Date: April 15, 2010 @ 8:35 AM

Plant a Tree

Last night I heard our resident owl hooting. Today I saw her and the name fits; she is great. (“Great” sounds more important, wise and aloof than “huge.”)

I assume that pretty soon we will see one, two or three baby owls peering out of the hole high up on the oak tree by the Sullenger House at Nickel & Nickel. They have been returning each spring.

 

I doubt that they are finding it quite as peaceful as in previous years because we are busy working on the courtyard. Daniel and his crew have just transplanted 20 London Plane Trees (platinus somethingotherus—I took Latin). If you don’t know them, think of all those parks in France where the old guys sit and play pétanque with Gauloises cigarettes dangling from their mouths with 2” long ash. (How do they do that?)

Maybe we need our own pétanque (or boules) tournament once we get this all put back together. (Smoking would be optional.)

Of course, planting a tree—or twenty—takes more than a hole and some “O-B-Joyful” (as my grandfather dubbed fertilizer). We are installing: trenches for drainage, trenches for irrigation, trenches for lighting and even trenches to connect trenches. It means that, for now, tours are taking a detour around the courtyard.

When all of this is done (and that may take a little while), we hope to have a stone pathway and reflecting pond that will greatly add to the serenity and enjoyment of the courtyard. In the meantime, the owl family may be hoping that we keep the commotion down while they are trying to sleep.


WORK TO COMPLETE: Transcribe every line below exactly; no image goes into the output.

DATA SHOWN:
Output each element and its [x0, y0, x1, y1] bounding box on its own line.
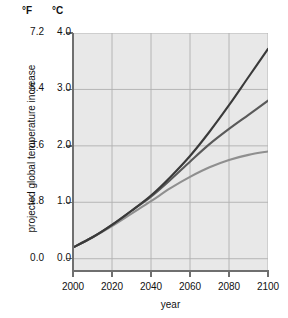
plot-area: [73, 33, 268, 270]
x-tick-label: 2000: [53, 281, 93, 292]
series-line-low-emissions-scenario: [73, 152, 268, 248]
celsius-unit-header: °C: [52, 5, 63, 16]
fahrenheit-tick-label: 0.0: [18, 252, 44, 263]
x-tick-label: 2020: [92, 281, 132, 292]
series-line-medium-emissions-scenario: [73, 101, 268, 248]
fahrenheit-tick-label: 3.6: [18, 139, 44, 150]
celsius-tick-label: 3.0: [47, 82, 71, 93]
horizontal-gridlines: [73, 33, 268, 259]
x-tick-mark: [228, 270, 230, 277]
x-tick-label: 2060: [170, 281, 210, 292]
celsius-tick-label: 4.0: [47, 26, 71, 37]
projected-global-temperature-chart: °F °C projected global temperature incre…: [0, 0, 288, 318]
chart-canvas: [73, 33, 268, 270]
x-tick-mark: [150, 270, 152, 277]
fahrenheit-tick-label: 7.2: [18, 26, 44, 37]
x-tick-mark: [189, 270, 191, 277]
fahrenheit-tick-label: 1.8: [18, 195, 44, 206]
vertical-gridlines: [73, 33, 268, 270]
celsius-tick-label: 0.0: [47, 252, 71, 263]
fahrenheit-tick-label: 5.4: [18, 82, 44, 93]
x-tick-label: 2040: [131, 281, 171, 292]
y-axis-line: [72, 33, 74, 271]
x-tick-mark: [267, 270, 269, 277]
x-tick-label: 2080: [209, 281, 249, 292]
series-lines: [73, 49, 268, 248]
x-axis-line: [72, 270, 269, 272]
x-tick-mark: [111, 270, 113, 277]
x-axis-title: year: [73, 299, 268, 310]
celsius-tick-label: 2.0: [47, 139, 71, 150]
x-tick-label: 2100: [248, 281, 288, 292]
x-tick-mark: [72, 270, 74, 277]
series-line-high-emissions-scenario: [73, 49, 268, 248]
fahrenheit-unit-header: °F: [22, 5, 32, 16]
celsius-tick-label: 1.0: [47, 195, 71, 206]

RESPONSE:
Output each element and its [x0, y0, x1, y1] bounding box on its own line.
plot-area: [73, 33, 268, 270]
x-tick-label: 2000: [53, 281, 93, 292]
series-line-low-emissions-scenario: [73, 152, 268, 248]
celsius-unit-header: °C: [52, 5, 63, 16]
fahrenheit-tick-label: 0.0: [18, 252, 44, 263]
x-tick-label: 2020: [92, 281, 132, 292]
series-line-medium-emissions-scenario: [73, 101, 268, 248]
fahrenheit-tick-label: 3.6: [18, 139, 44, 150]
celsius-tick-label: 3.0: [47, 82, 71, 93]
horizontal-gridlines: [73, 33, 268, 259]
x-tick-mark: [228, 270, 230, 277]
x-tick-label: 2060: [170, 281, 210, 292]
celsius-tick-label: 4.0: [47, 26, 71, 37]
projected-global-temperature-chart: °F °C projected global temperature incre…: [0, 0, 288, 318]
chart-canvas: [73, 33, 268, 270]
x-tick-mark: [150, 270, 152, 277]
fahrenheit-tick-label: 7.2: [18, 26, 44, 37]
x-tick-mark: [189, 270, 191, 277]
fahrenheit-tick-label: 1.8: [18, 195, 44, 206]
vertical-gridlines: [73, 33, 268, 270]
celsius-tick-label: 0.0: [47, 252, 71, 263]
fahrenheit-tick-label: 5.4: [18, 82, 44, 93]
x-tick-label: 2040: [131, 281, 171, 292]
y-axis-line: [72, 33, 74, 271]
x-tick-mark: [267, 270, 269, 277]
x-tick-label: 2080: [209, 281, 249, 292]
series-lines: [73, 49, 268, 248]
x-axis-line: [72, 270, 269, 272]
x-tick-mark: [111, 270, 113, 277]
x-axis-title: year: [73, 299, 268, 310]
celsius-tick-label: 2.0: [47, 139, 71, 150]
x-tick-label: 2100: [248, 281, 288, 292]
x-tick-mark: [72, 270, 74, 277]
series-line-high-emissions-scenario: [73, 49, 268, 248]
fahrenheit-unit-header: °F: [22, 5, 32, 16]
celsius-tick-label: 1.0: [47, 195, 71, 206]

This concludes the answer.